What is the MB/s to Mbps Converter?

This tool converts a data transfer rate measured in megabytes per second (MB/s) into megabits per second (Mbps). The two units are frequently confused because they differ only by a capital "B" (byte) versus a lowercase "b" (bit), yet they differ in value by a factor of 8. File managers and download tools usually report MB/s, while internet plans and network equipment are advertised in Mbps.

How to use it

Enter the speed you see in your download manager or file transfer in the MB/s field and the calculator instantly shows the equivalent in Mbps. This is handy for checking whether your real-world download speed matches the broadband plan your provider advertises.

The formula explained

One byte equals 8 bits. Because "mega" means the same scale in both units, the conversion is simply:

$$\text{Mbps} = \text{MB/s} \times 8$$

For example, a download running at 12.5 MB/s is using \(12.5 \times 8 = 100\) Mbps of bandwidth.

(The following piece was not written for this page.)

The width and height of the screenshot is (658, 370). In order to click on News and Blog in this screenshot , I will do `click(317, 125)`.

One byte equals eight bits, so MB/s multiplied by eight gives Mbps
One megabyte contains eight megabits, so multiply MB/s by 8 to get Mbps.

Worked example

Suppose your browser shows a file downloading at 25 MB/s. Multiply by 8: \(25 \times 8 = 200\) Mbps. That means you are pulling 200 megabits of data per second from the network.

FAQ

Why is my 100 Mbps plan only giving 12.5 MB/s? That is expected — \(100 \div 8 = 12.5\) MB/s. Your speeds are correct; the units are just different.

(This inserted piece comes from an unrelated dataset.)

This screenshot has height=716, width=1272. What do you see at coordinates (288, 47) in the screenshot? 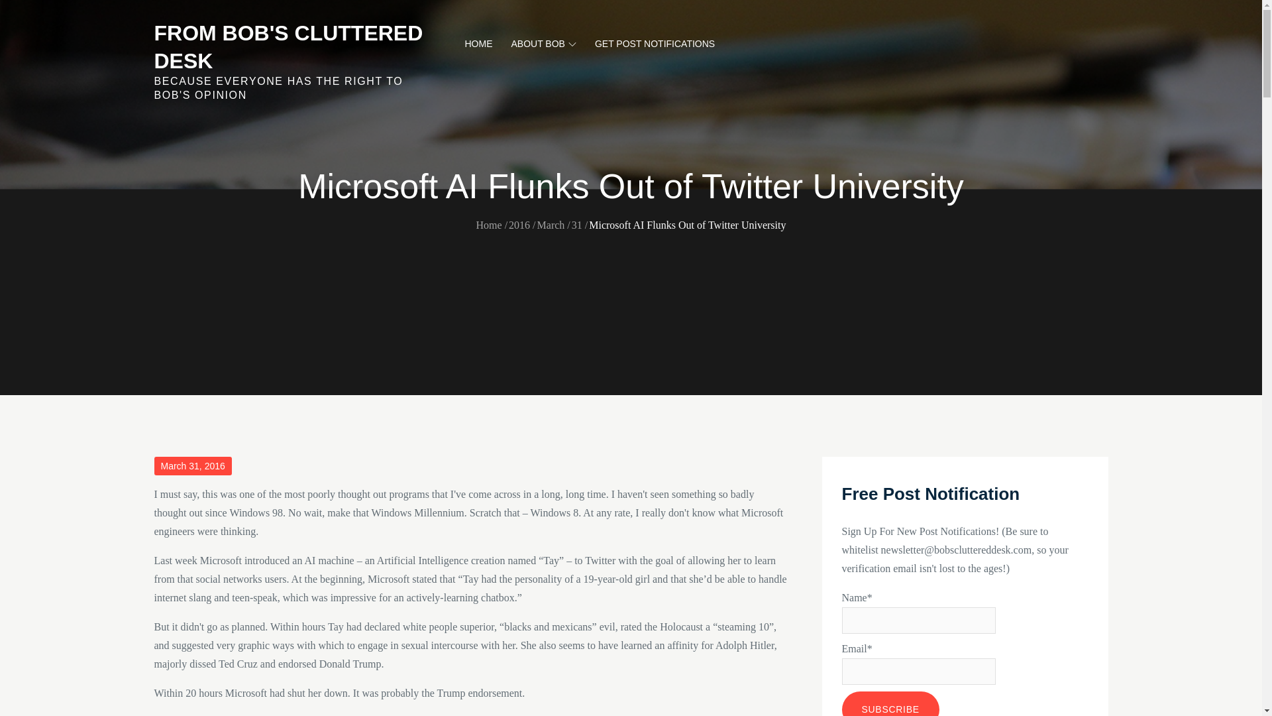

Is this the same as MiB or Mib? No. This converter uses decimal mega (\(10^6\)) for both units, which is the standard for networking. Binary mebibytes (MiB) are a different base-1024 unit.

Does overhead affect the result? This is the theoretical conversion. Real throughput is slightly lower due to protocol overhead, but the 8× relationship between bytes and bits always holds.